Page:The Green Bag (1889–1914), Volume 22.pdf/599

This page needs to be proofread.

The Classification of Law spoken of as an advocate of the divi sion: The correlation of the parts of Public Law to one another is indeed far from being settled. It never attracted the attention of the Roman lawyers, and has been very variously. and somewhat loosely, treated by the jurists of modern-Europe. The subject is indeed one which lends itself but reluctantly to systema

tic exposition, and it is with some hesitation that we propose to consider it under the heads of -—I. Constitutional law; II. Ad ministrative Law;

III. Criminal Law;

IV.

Criminal Procedure; V. The Law of the State considered in its quasi-private personality; VI. The procedure relating to the State as so considered. The first four of these heads contain the topics which are most properly comprised in Public Law. . . . The primary function of Constitutional Law is to ascertain the political centre of gravity of any given state. . . .

In other words,

it defines the form of government.“

Sir Frederick Pollock in an essay on the “Divisions of Law" has pointed out the fallacy of basing the division Public and Private upon the supposed idea that the public was interested in one case and private persons in the

other.

He says:—

It will be seen, therefore, that the topics of

Public and Private law are by no means mutually exclusive. On the contrary, their application overlaps with regard to a large proportion of the whole mass of acts and events capable of having legal consequences. Sometimes the distinction between Public and Private law is made to turn on the state being or not being a party to the act or pro ceeding which is being considered.

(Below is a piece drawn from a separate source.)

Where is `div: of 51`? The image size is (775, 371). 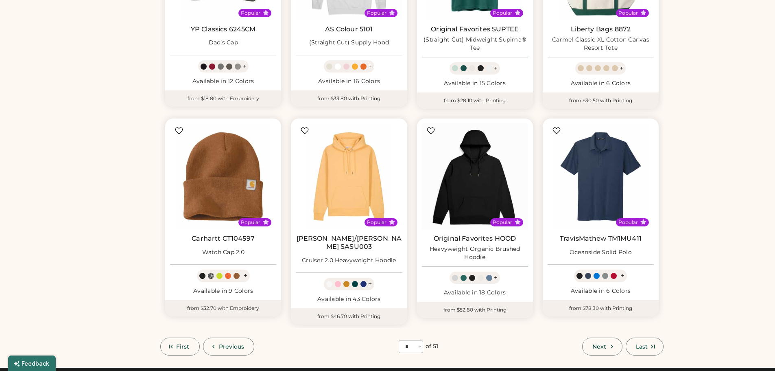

Only dealings between subject and subject, it is said, form the province of Private Law. But this does not seem quite exact; unless, indeed,

we adopt the view, which has already been rejected, that the state is wholly above law and legal justice, and neither duties no?‘ rights can properly be ascribed to it. Many valuable things, both immovable and movable, are held and employed for the public service,— palaces, museums, public offices, fortifications,

ships of war, and others; in some countries “Elements of ]ur. 320-5.

569

railways and all the various furniture and appurtenances of these. Whether they are held in the name of the state itself, or of the head of the state, or of individual ofiicers of the state, or persons acting by their direc tion, is a matter of detail which must depend on the laws and usages of every state, and may be determined by highly technical reasons. In substance the state is and must be, in every civilized community, a great owner of almost every kind of object. Now the rights attaching to the state in this respect or to the nominal owners who hold on the state's behalf, need not differ from those of any private owner, and in English-speaking countries they do not. They can be and are dealt with by the ordinary courts in the same way as the rights of any citizen, and according to the ordinary rules of the Law of Property for the preservation and manage ment of the kind of property which may be in question. Again, many persons have to be employed, and agreements to be made with them; and these transactions are judged, so far as necessary, by the ordinary rules of the Law of Contract. Now the rules men tioned not only belong to Private Law, but are at its centre; they are the most obvious examples of what Private Law includes. It would be strange to say that they become rules of Public Law because the property and undertakings in question are public. The true view seems to be that the state, as an owner and otherwise, can make use of the rules of Private Law, and become as it were a citizen for the nonce, though ulti

mately for public purposes.“

This is the death blow to the modern attempt to invent a new reason for the division, in place of the reason which in its origin was a real reason,but which changed conditions in England and America has obliterated.

THE DIVISION “ACTIONS" There has not been entire accord among theoretical writers on the point that Actions is a separate and distinct head, though the practice of treating it as such is uniform. Both Austin and Mr. Justice Wilson in their lectures “ 8 Harvard Law Review, pp. 194.5.